My students, on the other hand, weren’t quite so understanding or considerate. Apparently one of my AP classes didn’t like the sub that I had on Monday and didn’t like the assignment that I had very hastily thrown together for them. It wasn’t a good plan, but I really didn’t care.

On my way into the building, a group of girls accosted me in the hallway and started yelling at me about class the day before. I didn’t say anything to them and just kept walking, hoping they would stop talking to me.

Then, another group of kids from that class saw me in the hall and decided the best way to deal with what happened would also be to yell at me about how much they hated the sub. It may very well have been that they were just joking, but it was not the time nor the place to joke about it. So I just laid into them: “You have no idea what people are going through. I wasn’t here yesterday; there’s obviously a reason for that.” And then, because I didn’t care anymore at that point, I said, “You guys want to know why I wasn’t here yesterday? You’re going to feel really bad about it. It’s because I lost a baby.”

And their faces immediately dropped and one girl started bawling, tears pouring down her face.

I said, “I have zero sympathy for any of you.”

Things at home weren’t much better than they were at school; I still was really depressed. One night in November, I was sitting at dinner and I don’t remember what I said exactly, but it was enough to finally set my husband off.

“Either you need to get counseling, or you need to shut up.”

And that was like the snap back to reality that I needed. I don’t think I fully realized how depressed I was. Not only was I miserable, but I was also making the people around me miserable. I hadn’t even realized the depths of my own despair. It took my husband saying this to me for me to notice that he couldn’t handle listening to me anymore. This baby was his, too; he was grieving in his own ways, and I wasn’t helping him. That’s when I decided that I needed to climb out of this hole. And I did–slowly but surely. I was beginning to feel much better about life and by the time February rolled around, I felt a bit more like myself.

As I was still on my way to getting better, my husband and I talked about it and decided around Christmas that we would start trying for a baby again. I think I had doubts about being a mom the first time I got pregnant, but it was pretty clear from how destroyed I was at the loss of my baby that I wanted to be a mother. I may have been uneasy the first time around, but this time I kept thinking, I want to be somebody’s mom. I’m ready.

We tried for two months, and while some women try for months and years with no luck, I was getting stressed that maybe it wouldn’t happen or maybe I’d have another miscarriage, and it was torture. And I feel like once I decided that this is what I wanted, I became hypersensitive and suddenly everywhere I went there were babies. I tried to deactivate my Facebook account, which only lasted for a week, because all over Facebook and on TV and everywhere I looked, people were having babies left and right. But finally, that jealousy turned into shared excitement and joy when I found out that I was pregnant again. 
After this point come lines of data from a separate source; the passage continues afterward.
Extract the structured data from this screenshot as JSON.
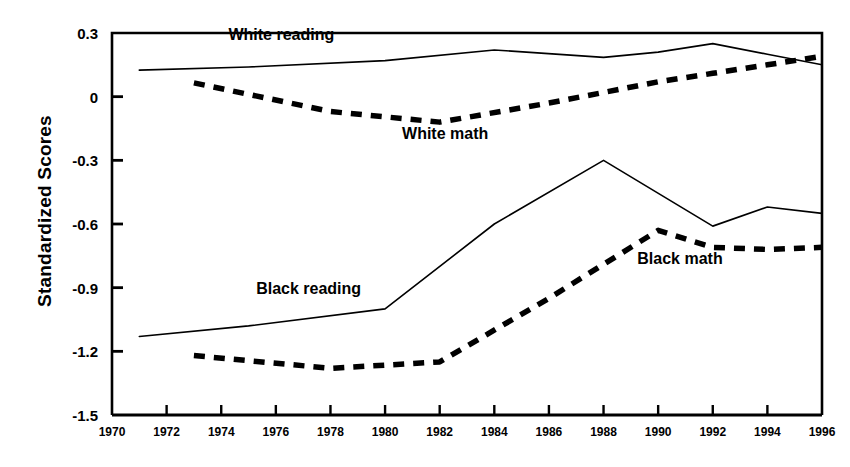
{
  "chart_data": {
    "type": "line",
    "title": "",
    "xlabel": "",
    "ylabel": "Standardized Scores",
    "xlim": [
      1970,
      1996
    ],
    "ylim": [
      -1.5,
      0.3
    ],
    "grid": false,
    "legend_position": "inline-annotations",
    "x_ticks": [
      "1970",
      "1972",
      "1974",
      "1976",
      "1978",
      "1980",
      "1982",
      "1984",
      "1986",
      "1988",
      "1990",
      "1992",
      "1994",
      "1996"
    ],
    "y_ticks": [
      "0.3",
      "0",
      "-0.3",
      "-0.6",
      "-0.9",
      "-1.2",
      "-1.5"
    ],
    "y_tick_values": [
      0.3,
      0,
      -0.3,
      -0.6,
      -0.9,
      -1.2,
      -1.5
    ],
    "series": [
      {
        "name": "White reading",
        "style": "solid",
        "color": "#000000",
        "x": [
          1971,
          1975,
          1980,
          1984,
          1988,
          1990,
          1992,
          1994,
          1996
        ],
        "values": [
          0.125,
          0.14,
          0.17,
          0.22,
          0.185,
          0.21,
          0.25,
          0.2,
          0.15
        ]
      },
      {
        "name": "White math",
        "style": "dashed",
        "color": "#000000",
        "x": [
          1973,
          1978,
          1982,
          1986,
          1990,
          1992,
          1994,
          1996
        ],
        "values": [
          0.065,
          -0.07,
          -0.12,
          -0.03,
          0.07,
          0.11,
          0.15,
          0.19
        ]
      },
      {
        "name": "Black reading",
        "style": "solid",
        "color": "#000000",
        "x": [
          1971,
          1975,
          1980,
          1984,
          1988,
          1992,
          1994,
          1996
        ],
        "values": [
          -1.13,
          -1.08,
          -1.0,
          -0.6,
          -0.3,
          -0.61,
          -0.52,
          -0.55
        ]
      },
      {
        "name": "Black math",
        "style": "dashed",
        "color": "#000000",
        "x": [
          1973,
          1978,
          1982,
          1986,
          1990,
          1992,
          1994,
          1996
        ],
        "values": [
          -1.22,
          -1.28,
          -1.25,
          -0.95,
          -0.63,
          -0.71,
          -0.72,
          -0.71
        ]
      }
    ],
    "annotations": [
      {
        "text": "White reading",
        "x": 1976.2,
        "y": 0.265
      },
      {
        "text": "White math",
        "x": 1982.2,
        "y": -0.2
      },
      {
        "text": "Black reading",
        "x": 1977.2,
        "y": -0.93
      },
      {
        "text": "Black math",
        "x": 1990.8,
        "y": -0.79
      }
    ]
  }
}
And then, in October of 2013, I gave birth to my beautiful baby boy: Ethan.

Every once in a while, I hear a story of someone losing a child, and it reminds me of my baby that I lost. The pain and emptiness you feel doesn’t really go away and I was only pregnant for a short period of time. I can’t even imagine what other women experience when they lose a baby at 10 weeks or 20 weeks or they lose a child that they’ve already brought into the world and started to raise. I don’t know how you survive the loss of a child when you’ve been able to hold that baby in your arms, and I hope I never do have to experience that because my loss was bad enough.

But I wouldn’t trade the experience for anything because it gave me Ethan and he has taught me so much.

Ethan makes all the heartache worthwhile. If I hadn’t lost that baby, I wouldn’t have Ethan, and he’s the best thing that could’ve ever happened to me.